Despite the fact that dad was an admirer of astronomy and dark, celestial bodies, he often got hyper when summers came forth. I can reminisce it as clear as the sky those days, Vacations were spent cooking delicacies and watering our little nursery of flowers in the front yard. And most of the times dad used to, like, spray water from the hose all around the garden, wetting the evergreen grass as the drops shone like malleable diamonds in the sunlight.

Mom's scolds were relentless upon detecting us in a soaking mess - we used to answer her with sheepish smiles and firming, "Won't repeat it, promise," and forgetting about that so-said commitment the very next day.

If only I could restrain those moments in my palms, preserve them in tightly clasped fists, But that's never gonna matter.

Time is caged within sandclocks - in powdered granules that fall solicitously as the world goes on. The bygone sand is meant to be flown with the wind and the yet-to-come should be accepted with outspread smiles.

Still, somehow, we never tend to permanently detach ourselves from the yesterdays, from the pointed ends that we had escaped on our own willfulness. We are aware that it'll get us hurt, it'll shed blood, that taste of iron we've grown familiar with. And yet, we never seem to break away from it, and that's fair enough.

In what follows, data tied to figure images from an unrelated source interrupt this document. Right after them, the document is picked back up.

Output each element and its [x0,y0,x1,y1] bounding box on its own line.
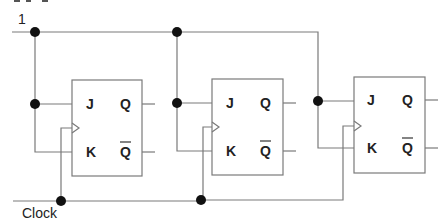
jk-flipflop-circuit: 1 J K Q Q J K Q Q J [0,0,448,224]
ff1-jk-feed-wire [35,32,72,152]
ff2-k-label: K [226,143,236,159]
clock-line-ff2 [203,127,212,200]
ff1-qbar-label: Q [120,144,131,160]
ff1-q-label: Q [120,96,131,112]
junction-dot [172,98,182,108]
ff1-k-label: K [86,144,96,160]
flip-flop-2: J K Q Q [212,79,296,175]
junction-dot [30,99,40,109]
junction-dot [56,196,66,206]
ff3-jk-feed-wire [318,101,354,148]
ff2-jk-feed-wire [177,32,212,151]
ff3-q-label: Q [402,92,413,108]
ff3-box [354,77,425,173]
clock-line-ff1 [61,128,72,201]
ff2-q-label: Q [260,95,271,111]
ff1-j-label: J [86,96,94,112]
top-text-fragment [14,0,48,2]
junction-dot [313,96,323,106]
ff3-k-label: K [367,140,377,156]
input-label: 1 [18,11,26,27]
ff2-qbar-label: Q [260,143,271,159]
ff3-j-label: J [367,92,375,108]
junction-dot [172,27,182,37]
junction-dot [196,195,206,205]
flip-flop-1: J K Q Q [72,80,155,176]
clock-label: Clock [22,205,58,221]
junction-dot [30,27,40,37]
ff1-box [72,80,142,176]
ff2-j-label: J [226,95,234,111]
ff3-qbar-label: Q [402,140,413,156]
ff2-box [212,79,283,175]
flip-flop-3: J K Q Q [354,77,438,173]
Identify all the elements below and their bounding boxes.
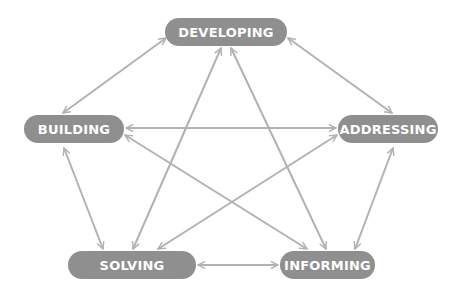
node-label: ADDRESSING — [339, 122, 436, 137]
node-label: DEVELOPING — [178, 25, 273, 40]
edge-building-solving — [64, 148, 103, 249]
node-developing: DEVELOPING — [165, 18, 287, 46]
node-label: INFORMING — [284, 258, 371, 273]
node-solving: SOLVING — [68, 251, 196, 279]
node-informing: INFORMING — [280, 251, 375, 279]
node-label: SOLVING — [100, 258, 165, 273]
edge-addressing-informing — [355, 148, 393, 249]
node-building: BUILDING — [24, 115, 124, 143]
edge-addressing-solving — [158, 135, 337, 249]
node-addressing: ADDRESSING — [338, 115, 438, 143]
edge-building-developing — [63, 38, 166, 113]
node-label: BUILDING — [38, 122, 110, 137]
edge-developing-addressing — [288, 38, 392, 113]
edge-developing-informing — [231, 48, 326, 249]
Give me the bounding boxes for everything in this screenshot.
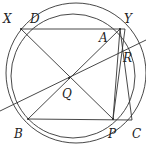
label-R: R xyxy=(122,51,132,65)
label-A: A xyxy=(98,31,108,45)
label-B: B xyxy=(13,127,23,141)
segment-CY xyxy=(120,29,132,120)
label-C: C xyxy=(132,127,141,141)
geometry-diagram: X D Y A R Q B P C xyxy=(0,0,146,145)
label-P: P xyxy=(107,127,117,141)
segment-BC xyxy=(28,119,132,120)
label-X: X xyxy=(2,12,12,26)
point-P xyxy=(112,118,114,120)
point-B xyxy=(27,118,29,120)
label-Y: Y xyxy=(124,12,133,26)
point-Y xyxy=(119,28,121,30)
label-D: D xyxy=(29,12,40,26)
point-Q xyxy=(68,77,70,79)
point-X xyxy=(20,28,22,30)
label-Q: Q xyxy=(62,87,72,101)
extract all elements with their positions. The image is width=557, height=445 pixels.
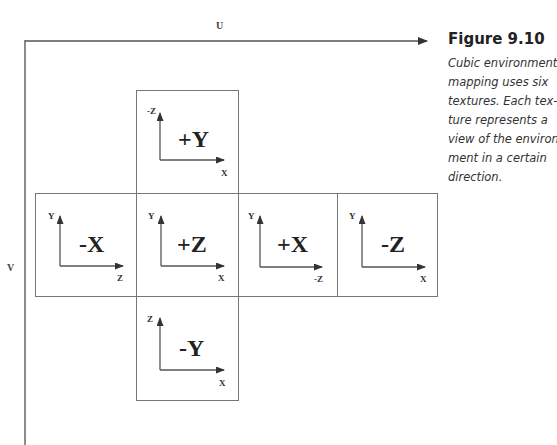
caption-line: view of the environ- — [448, 130, 556, 149]
caption-line: ment in a certain — [448, 149, 556, 168]
axis-label-vertical: Y — [48, 211, 55, 221]
axis-label-vertical: Y — [349, 211, 356, 221]
caption-line: ture represents a — [448, 111, 556, 130]
face-label-pos-y: +Y — [178, 126, 209, 153]
face-label-neg-x: -X — [79, 231, 104, 258]
figure-title: Figure 9.10 — [448, 30, 545, 48]
caption-line: direction. — [448, 168, 556, 187]
caption-line: mapping uses six — [448, 73, 556, 92]
face-label-pos-z: +Z — [177, 231, 207, 258]
face-label-neg-z: -Z — [381, 231, 405, 258]
axis-label-horizontal: -Z — [314, 274, 323, 284]
axis-label-vertical: Z — [147, 314, 153, 324]
axis-label-horizontal: Z — [117, 273, 123, 283]
axis-label-vertical: Y — [148, 211, 155, 221]
axis-label-horizontal: X — [420, 274, 427, 284]
face-label-neg-y: -Y — [179, 335, 204, 362]
caption-line: textures. Each tex- — [448, 92, 556, 111]
axis-label-vertical: Y — [248, 211, 255, 221]
axis-label-horizontal: X — [221, 168, 228, 178]
axis-label-horizontal: X — [219, 378, 226, 388]
figure-caption: Cubic environment mapping uses six textu… — [448, 54, 556, 187]
axis-label-vertical: -Z — [147, 106, 156, 116]
caption-line: Cubic environment — [448, 54, 556, 73]
face-label-pos-x: +X — [277, 231, 308, 258]
axis-label-horizontal: X — [218, 273, 225, 283]
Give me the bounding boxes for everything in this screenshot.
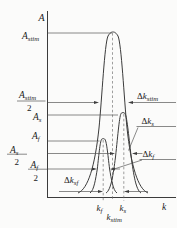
a-f-half-denominator: 2 [34, 173, 39, 183]
x-axis-label: k [162, 202, 167, 212]
figure-page: A k Astim Astim 2 As Af As 2 Af 2 Δkstim… [0, 0, 177, 228]
k-f-tick-label: kf [97, 203, 104, 214]
dk-stim-right-arrow-icon [128, 101, 133, 104]
a-s-half-numerator: As [9, 145, 19, 156]
k-stim-tick-label: kstim [107, 212, 122, 223]
y-axis-label: A [38, 12, 46, 23]
dk-stim-left-arrow-icon [94, 101, 99, 104]
a-f-label: Af [31, 131, 41, 142]
dk-f-leader-line [111, 160, 142, 170]
a-stim-half-numerator: Astim [18, 90, 36, 101]
a-f-half-numerator: Af [30, 160, 40, 171]
dk-f-left-arrow-icon [92, 167, 97, 170]
a-stim-label: Astim [21, 31, 39, 42]
dk-s-right-arrow-icon [132, 152, 137, 155]
delta-k-stim-label: Δkstim [137, 91, 158, 102]
a-stim-half-denominator: 2 [27, 103, 32, 113]
dk-sf-left-arrow-icon [98, 190, 103, 193]
resonance-curves-figure: A k Astim Astim 2 As Af As 2 Af 2 Δkstim… [0, 0, 177, 228]
delta-k-sf-label: Δksf [64, 175, 79, 186]
a-s-half-denominator: 2 [15, 157, 20, 167]
k-s-tick-label: ks [120, 203, 127, 214]
delta-k-f-label: Δkf [143, 149, 156, 160]
delta-k-s-label: Δks [142, 116, 155, 127]
dk-s-leader-line [129, 128, 139, 151]
dk-sf-right-arrow-icon [124, 190, 129, 193]
a-s-label: As [32, 112, 42, 123]
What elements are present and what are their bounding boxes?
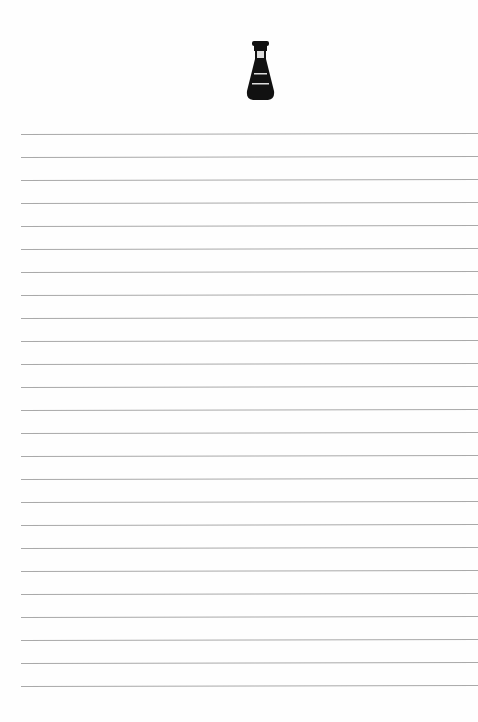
ruled-lines xyxy=(0,0,478,722)
ruled-line xyxy=(21,662,478,664)
ruled-line xyxy=(21,685,478,687)
ruled-line xyxy=(21,593,478,595)
ruled-line xyxy=(21,202,478,204)
ruled-line xyxy=(21,547,478,549)
ruled-line xyxy=(21,363,478,365)
ruled-line xyxy=(21,524,478,526)
ruled-line xyxy=(21,133,478,135)
ruled-line xyxy=(21,455,478,457)
ruled-line xyxy=(21,570,478,572)
ruled-line xyxy=(21,386,478,388)
ruled-line xyxy=(21,248,478,250)
ruled-line xyxy=(21,340,478,342)
ruled-line xyxy=(21,225,478,227)
ruled-line xyxy=(21,432,478,434)
notepaper xyxy=(0,0,478,722)
ruled-line xyxy=(21,156,478,158)
ruled-line xyxy=(21,639,478,641)
ruled-line xyxy=(21,317,478,319)
ruled-line xyxy=(21,501,478,503)
ruled-line xyxy=(21,271,478,273)
ruled-line xyxy=(21,179,478,181)
ruled-line xyxy=(21,616,478,618)
ruled-line xyxy=(21,409,478,411)
ruled-line xyxy=(21,294,478,296)
ruled-line xyxy=(21,478,478,480)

Who says that one's past is comprised of mere agonies?

We gain something everytime we fall, whether it's a profuse wound on the knee or those unessceary tears - we learn. Our retrospection scores a brand new memory, a brand new adventure.

I rubbed my sweater-cloaked arms as a listless but chilly breeze dashed by us, causing the bunch of crispy autumn leaves along the sidewalk to dance in a tornado. Mom was leading the way, her profile creating a faint shadow like trail mark as the sun gradually dipped into the skyline. Her posture was straight, face uprisen and inaudible chants underneath her breath, something she does in order to simmer down the hysteria.

Ash strolled beside me - too close, might add - hands in his bomber jacket's pocket and an uncomfortable frown stretching over his lips.

His bare presence was enough to double that burn on my cheeks and warm my heart altogether, kinda like he was my hot water bottle in these unbearable winters, My cornerstone.

The shrine fell on the trajectory that led to tokiwa city - extensive stairs and a red torii gate at the entrance - as far as my memory recalls. It would have been different if we were in Kalos, We must have stopped by the cemetery there for paying respects instead. But because this year mom happened to have obtained an illustrator's post in Kanto, the circumstances were quite out-of-the-way.